Up to the point I was making my first fleece piece I hadn't really been thinking about networks. But this rope network just happened through the creation of the piece itself, and it became a really powerful aspect of it. And that really started me down this road of thinking about networks and systems and those kinds of structures. Because up to that point I was really thinking about the stretching of these pods and making this fabric form rigid and that sort of thing. The ropes and how they formed without me really thinking about it—I just wanted to get these things to hang in the air—was a result of that. There are a couple underlying aspects to my work that I notice, and I have some ideas of where they come from, but they seem to pop up without my even trying. Like when I make sculpture, it always looks like organic things. Always. I would love to make geometric sculpture; I think I really want to make geometric sculpture. If you look at my drawings, I feel like that is how my brain wants to be, but my sculpture is how I am. I can really control because you don't have gravity and you don't have physics, but the sculptures just always end up having some kind of organic creature quality to them that I just can't stop. It just happens, and I've come to deal with it, that's just the way it goes.
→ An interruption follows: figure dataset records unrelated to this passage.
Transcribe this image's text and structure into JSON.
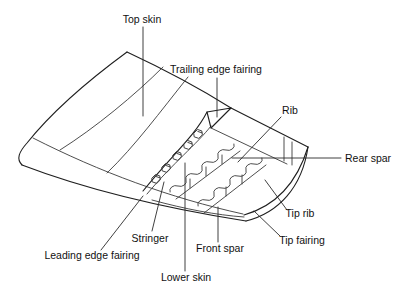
{
  "diagram": {
    "type": "wing-structure-cutaway",
    "colors": {
      "background": "#ffffff",
      "line": "#1f1f1f",
      "text": "#111111"
    },
    "labels": {
      "top_skin": "Top skin",
      "trailing_edge_fairing": "Trailing edge fairing",
      "rib": "Rib",
      "rear_spar": "Rear spar",
      "tip_rib": "Tip rib",
      "tip_fairing": "Tip fairing",
      "front_spar": "Front spar",
      "lower_skin": "Lower skin",
      "stringer": "Stringer",
      "leading_edge_fairing": "Leading edge fairing"
    }
  }
}
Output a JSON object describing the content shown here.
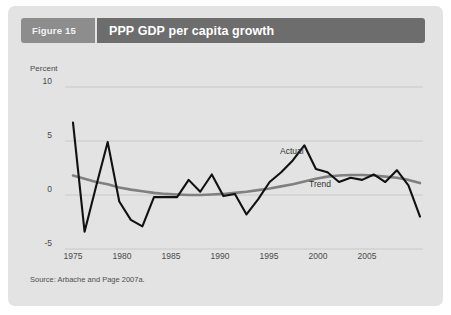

I was recently talking to Risa [Shoup, curator of the exhibition at Invisible Dog] about my grandfather. When he died we found that he had taken all of these orange juice containers, the square vertical ones, and he folded plastic bags up into perfect squares, and then placed them in the dried out orange juice containers and stacked them up. So he had hundreds of these bags and maybe a dozen of these orange juice container boxes piled up with plastic bags inside them perfectly folded so they fit perfectly in that square. And I was talking about him to Risa, and saying how absurd that was, and Risa was like, "Have you looked at your own work? You don't think there's some kind of connection there? Ok."